Hercules was silent. The passage of time to the Star Children was simply different than those who lived shorter lives. A pause in speech could be hours, a moment spent in contemplation could be years, a time of meditation decades. But Hercules could never turn down a chance to prove himself, and he had the same insatiable curiosity that his brother had; the kind that set them apart from their siblings. So he grinned a rakish grin and pumped his fist.

 

“Then why do we sit here, brother? Come, let us go and see what threatens our family! We’ll give it what for.” The great Star child Hercules, after all, never lacked for confidence. He and his brother left his palace, two streaks of light, binary stars, into the eternal abyss once more, towards the gap of stars in the sky. 

 

What they met was a Sun. 

 

Living and breathing, a cyclopean eye in the middle of a heated ball of plasma and chemical reactions, solar flares for limbs; lashing wildly like an unchained mad god. Larger than either of the suns that powered Heliod and Hercules, and them only the size of a regular being, they were dwarfs, barely visible specks of insignificance to the massive giant. 

 

“WHO STANDS BEFORE SO-LAR!?” The voice echoed through the silent void of space, threatening to breach and shatter their eardrums and strip the atmosphere from planets in a wash of solar winds and radiation.

 

“Do you consume the stars!?” yelled back Heliod, his voice nothing but the whisper of an ant to the creature.
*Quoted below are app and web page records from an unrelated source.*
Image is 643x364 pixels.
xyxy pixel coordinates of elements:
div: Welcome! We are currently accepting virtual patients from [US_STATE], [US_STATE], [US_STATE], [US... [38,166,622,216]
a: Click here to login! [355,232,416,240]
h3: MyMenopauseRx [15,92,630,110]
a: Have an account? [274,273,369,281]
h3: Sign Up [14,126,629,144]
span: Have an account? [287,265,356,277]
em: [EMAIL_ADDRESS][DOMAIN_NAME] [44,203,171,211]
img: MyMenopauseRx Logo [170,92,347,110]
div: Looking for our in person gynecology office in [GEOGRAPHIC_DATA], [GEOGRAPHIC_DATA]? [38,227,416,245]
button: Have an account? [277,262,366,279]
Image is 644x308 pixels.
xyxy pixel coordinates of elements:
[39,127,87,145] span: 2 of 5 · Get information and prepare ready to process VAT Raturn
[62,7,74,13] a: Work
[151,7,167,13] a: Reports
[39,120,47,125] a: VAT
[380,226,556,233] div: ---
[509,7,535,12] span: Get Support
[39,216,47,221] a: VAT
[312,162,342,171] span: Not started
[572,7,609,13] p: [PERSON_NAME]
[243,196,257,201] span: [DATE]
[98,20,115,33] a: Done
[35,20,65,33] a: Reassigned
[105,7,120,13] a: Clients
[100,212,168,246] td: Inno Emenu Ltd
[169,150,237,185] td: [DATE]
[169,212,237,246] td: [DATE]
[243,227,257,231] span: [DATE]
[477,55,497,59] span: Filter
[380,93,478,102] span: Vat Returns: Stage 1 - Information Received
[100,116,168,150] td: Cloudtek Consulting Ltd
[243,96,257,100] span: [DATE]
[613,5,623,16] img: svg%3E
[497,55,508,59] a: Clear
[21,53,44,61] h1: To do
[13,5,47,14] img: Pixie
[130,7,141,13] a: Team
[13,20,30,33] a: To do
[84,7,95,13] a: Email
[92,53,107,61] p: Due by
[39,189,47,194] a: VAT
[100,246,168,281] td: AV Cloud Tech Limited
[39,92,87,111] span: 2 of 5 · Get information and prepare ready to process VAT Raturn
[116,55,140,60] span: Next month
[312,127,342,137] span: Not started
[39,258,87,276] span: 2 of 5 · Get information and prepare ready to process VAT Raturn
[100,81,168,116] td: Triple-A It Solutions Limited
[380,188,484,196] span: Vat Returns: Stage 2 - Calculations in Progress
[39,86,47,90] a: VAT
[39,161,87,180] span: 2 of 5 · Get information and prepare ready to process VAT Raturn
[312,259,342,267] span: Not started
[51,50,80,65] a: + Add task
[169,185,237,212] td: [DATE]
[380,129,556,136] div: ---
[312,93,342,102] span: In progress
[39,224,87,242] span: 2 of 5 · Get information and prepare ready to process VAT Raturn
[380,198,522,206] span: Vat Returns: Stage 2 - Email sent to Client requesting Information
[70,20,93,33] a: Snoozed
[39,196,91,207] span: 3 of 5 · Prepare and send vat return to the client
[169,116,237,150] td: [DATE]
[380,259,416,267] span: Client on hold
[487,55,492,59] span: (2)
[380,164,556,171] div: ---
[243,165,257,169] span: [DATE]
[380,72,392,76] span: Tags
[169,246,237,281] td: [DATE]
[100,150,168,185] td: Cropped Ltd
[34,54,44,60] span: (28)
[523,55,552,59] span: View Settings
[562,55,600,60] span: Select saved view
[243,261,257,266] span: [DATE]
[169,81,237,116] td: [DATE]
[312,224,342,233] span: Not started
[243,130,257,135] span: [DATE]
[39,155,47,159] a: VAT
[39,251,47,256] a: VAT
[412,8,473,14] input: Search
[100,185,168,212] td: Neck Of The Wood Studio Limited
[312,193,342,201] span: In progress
But still So-Lar responded.

 

“I EAT, FOR I AM THE DEVOURER. THE TYRANT STAR, THE LIVING SUN. I EAT, BECAUSE I AM THE LORD OF ALL STARS, AND AS KING, MY SUBJECTS ARE NO MORE THAN OBJECTS FOR MY GRANDEUR.  STAR CHILDREN, YOU ARE LITTLE MORE THAN MY MEAL. AND I HUNGER.”

 

“Come then, you beast! Let us send you back to whatever darkness you crawled from!” yelled Hercules, for he had never been one for talking when there was violence to enact. If Heliod had more he wished to talk about, he had no chance, for he was rather soundly outvoted two to one to begin violence. 

 

So the stars fought across the sky, with the blast of light and heat. It was two hornets against the might of an elephant; So-Lar sent out bolts of solar flares that would consume a planet at creatures only the size of a man, forcing them to desperately dodge, striking back with beams of heat and light pulled from the very core of their own stars, which struck the beastly star as if they had done little more than poked it with a stick. At times the pair dashed into the boiling corona of the Living Sun, hitting it with fists that contained enough energy to propel an entire civilization through space for a hundred years, and it left a mark of their fists, and little more, and their reward was at times the burns of approaching a core that burned even hotter than they did. 

 

But slowly, each began to tire. Even the Star Children could only go for so long; even the seemingly inexhaustible might of their suns, when faced with beings of equal stature, would eventually run dry. But So-Lar was something new, something different. But he was not eternal either. And so a pair of ants continued to bite at the elephant, an inch from disaster at every moment, risking themselves to attempt to continue to simply annoy this mighty, seemingly invulnerable creature into conceding. It was not easy, it was not soft, and it was not quick. The lights filled the sky for years on end, dancing in what had once been the place of another sun, but slowly, So-Lar began to rock; it’s flames weakened, it’s assaults less ferocious. Even as the two Star Siblings weakened, so too did the great creature. With the washing of water at solid stone, they struck again and again, until finally, So-Lar was weak enough that he spoke again.

 

“ENOUGH, ENOUGH, STAR CHILDREN. I TIRE OF THIS! YOU HAVE PROVEN YOUR POINT. THIS GALAXY IS NOT FOR CONSUMPTION.” said the great sun, finally badgered into compliance by the solar siblings. “I WILL TAKE MY LEAVE OF YOU, AND NEVER VISIT THIS BLASTED BACKWATER AGAIN. FEEL RELIEVED, FOR THE TYRANT STAR, THE LIVING SUN, HAS DECIDED YOU ARE NOT WORTH THE EFFORT.” It declared imperiously, before turning and, to it’s word, leaving, slowly picking up speed as it began to hurtle through the cosmos. In some respects, the brothers were happy, but in other respects, it only left them confused at how suddenly this had all ended.

 

“...Did we win?” Heliod asked, his body a mass of burns and bruises, his very core expended.

 

“...Unless he turns back around suddenly, I’m going to take it as one.” responded Hercules, who looked almost as bad as his brother. “To think there are things that consume even the stars themselves.” his voice almost seemed full of wonder, as if he wished to test himself against such grand creatures.

 

“We can only hope they stay far away from us, and far away from our galaxy. It would take more than us to turn the tide against such beings, were more of them to appear.” 

 

“Surely you have more faith in the children of stars than that, brother!?” gasped the mighty Hercules. “Shall a great terror emerge, clearly we would work together to push it back.”


“Hrm, far be it from me to neglect your wisdom, brother. But perhaps I reject your idealism. I would rather not put such assumptions to the test...as much for our beloved people as my own safety.” he said, turning his gaze outwards. “If our fight has damaged any nearby civilizations, we must go and aid them and their stars, it is only right.” 

 

“So be it, brother.” 

 

For the Star children are blessed with incredible strength, fortitude, and speed. They live much longer than terrestrial beings, akin to unaging gods, though they still age and die. And with that life comes a requirement; a belief, and an obligation. They must help those below them, supporting the beings within their systems; nurturing them with the light of the sun, protecting them from outside invaders, defending them from, at times, their own mistakes. It is their joy and their burden, to nurture and shepard, to watch over the best of their beings, to prevent the worst of them. They do not ask why they were created in such a way, they simply observe, assist, and continue; cogs in an eternally shifting, eternally moving machine, always hurtling towards the end of its cycles.